Protecting the BPC Ball Fields: Work on Flood Barriers to Begin in Early 2020

Rendering of "interim" flood protection at the corner of West and Murray Streets, with a 4-foot-high steel plate barrier and decorative surface. Rendering: Battery Park City Authority and STV

Posted
Aug. 26, 2019

Flood protection for the Battery Park City ball fields is headed for construction early next year.

The Battery Park City Authority and its contractor have laid out details for an “interim” solution to the unprotected fields that they say could be completed by this time next year, with no disruption to league play. They presented the option last month at a public meeting on storm resiliency plans for the fields. 

The plan calls for a 4-foot-high steel plate wall along the outside perimeter of the field fence that is expected to guard against an 11-foot flood. In addition, flood-proof doors and windows would be installed at the Asphalt Green community center facing the fields.

As recently as last March, it appeared that the Authority was gearing up for a more protective permanent structure—a reinforced 8-foot reinforced concrete wall that would also have a barrier against underground seepage. But that would have meant partially closing the fields during the estimated 15 months of construction at a time when flood protection work is limiting play on Pier 40 and East River Park, the other fields used by local kids. Less field time didn’t sit well with league leaders, and the Authority and STV, the project’s designers, came up with the less disruptive option.

According to STV’s projections, there is a 10 percent chance that, over the next 10 years, the area will be struck with flooding so heavy that it will spill over the interim barrier. The taller, permanent wall, with its below-ground seepage protection, reduces the probability to 4 percent, STV estimated. (The interim plan includes a much shallower below-grade beam that offers less seepage protection.) 

The estimated cost of the interim solution is $4 million to $5 million; the more complex permanent barrier more than doubles that to between $9.5 million to $10.5 million. 

If all goes as planned, in five years the Battery Park City Authority will have constructed barriers in the north and south ends of the neighborhood that will eliminate the need for the interim ball field protection, and the walls can be removed.  

“It seems there are clear advantages to the interim solution,” said Gwen Dawson, the Authority’s vice president for real property. “The big question is whether or not everybody can be comfortable with the additional risk factors for [flooding] during the period before the north and south projects are in place.”

The objective of the interim solution, Dawson said, “would be to get it in place as quickly as we can,and in time for the hurricane season of 2020.

Nobody wants to see a repeat of the kind of $7 million-damage wreaked by Superstorm Sandy on the fields and Asphalt Green community center, when three feet of water flowed up West Street from the Brooklyn-Battery Tunnel.

For this hurricane season the Authority has installed water-filled barriers, called Muscle Walls, around the ball field fences. They are expected to remain in place through November.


What the task asks → Each entry below needs to be retyped exactly as given.

Entries from a dataset of interfaces:
[Start of Attachment]

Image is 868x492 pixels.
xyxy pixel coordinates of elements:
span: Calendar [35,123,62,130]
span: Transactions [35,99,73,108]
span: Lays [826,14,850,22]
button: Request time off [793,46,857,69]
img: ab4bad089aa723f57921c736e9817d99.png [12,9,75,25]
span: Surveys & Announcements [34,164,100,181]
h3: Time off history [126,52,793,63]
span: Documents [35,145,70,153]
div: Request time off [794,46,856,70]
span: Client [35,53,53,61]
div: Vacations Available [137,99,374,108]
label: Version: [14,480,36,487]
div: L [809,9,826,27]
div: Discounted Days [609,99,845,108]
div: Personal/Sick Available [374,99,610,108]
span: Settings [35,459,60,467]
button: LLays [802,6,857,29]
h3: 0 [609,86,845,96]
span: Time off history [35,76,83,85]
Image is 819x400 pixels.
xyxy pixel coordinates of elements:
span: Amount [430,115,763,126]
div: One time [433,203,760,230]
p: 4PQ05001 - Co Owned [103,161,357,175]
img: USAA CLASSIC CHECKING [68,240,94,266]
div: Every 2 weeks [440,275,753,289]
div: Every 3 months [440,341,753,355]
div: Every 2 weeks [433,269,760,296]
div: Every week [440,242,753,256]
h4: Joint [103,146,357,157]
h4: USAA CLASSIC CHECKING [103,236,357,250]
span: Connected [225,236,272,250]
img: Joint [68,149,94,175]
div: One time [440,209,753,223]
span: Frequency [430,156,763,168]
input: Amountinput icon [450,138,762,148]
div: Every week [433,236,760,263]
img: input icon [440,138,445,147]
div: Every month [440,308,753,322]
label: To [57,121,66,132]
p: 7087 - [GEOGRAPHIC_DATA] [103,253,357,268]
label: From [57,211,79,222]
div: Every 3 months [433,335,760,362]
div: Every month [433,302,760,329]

[End of Attachment]

Response area →
Image is 868x492 pixels.
xyxy pixel coordinates of elements:
span: Calendar [35,123,62,130]
span: Transactions [35,99,73,108]
span: Lays [826,14,850,22]
button: Request time off [793,46,857,69]
img: ab4bad089aa723f57921c736e9817d99.png [12,9,75,25]
span: Surveys & Announcements [34,164,100,181]
h3: Time off history [126,52,793,63]
span: Documents [35,145,70,153]
div: Request time off [794,46,856,70]
span: Client [35,53,53,61]
div: Vacations Available [137,99,374,108]
label: Version: [14,480,36,487]
div: L [809,9,826,27]
div: Discounted Days [609,99,845,108]
div: Personal/Sick Available [374,99,610,108]
span: Settings [35,459,60,467]
button: LLays [802,6,857,29]
h3: 0 [609,86,845,96]
span: Time off history [35,76,83,85]
Image is 819x400 pixels.
xyxy pixel coordinates of elements:
span: Amount [430,115,763,126]
div: One time [433,203,760,230]
p: 4PQ05001 - Co Owned [103,161,357,175]
img: USAA CLASSIC CHECKING [68,240,94,266]
div: Every 2 weeks [440,275,753,289]
div: Every 3 months [440,341,753,355]
div: Every 2 weeks [433,269,760,296]
div: Every week [440,242,753,256]
h4: Joint [103,146,357,157]
h4: USAA CLASSIC CHECKING [103,236,357,250]
span: Connected [225,236,272,250]
img: Joint [68,149,94,175]
div: One time [440,209,753,223]
span: Frequency [430,156,763,168]
input: Amountinput icon [450,138,762,148]
div: Every week [433,236,760,263]
img: input icon [440,138,445,147]
div: Every month [440,308,753,322]
label: To [57,121,66,132]
p: 7087 - [GEOGRAPHIC_DATA] [103,253,357,268]
label: From [57,211,79,222]
div: Every 3 months [433,335,760,362]
div: Every month [433,302,760,329]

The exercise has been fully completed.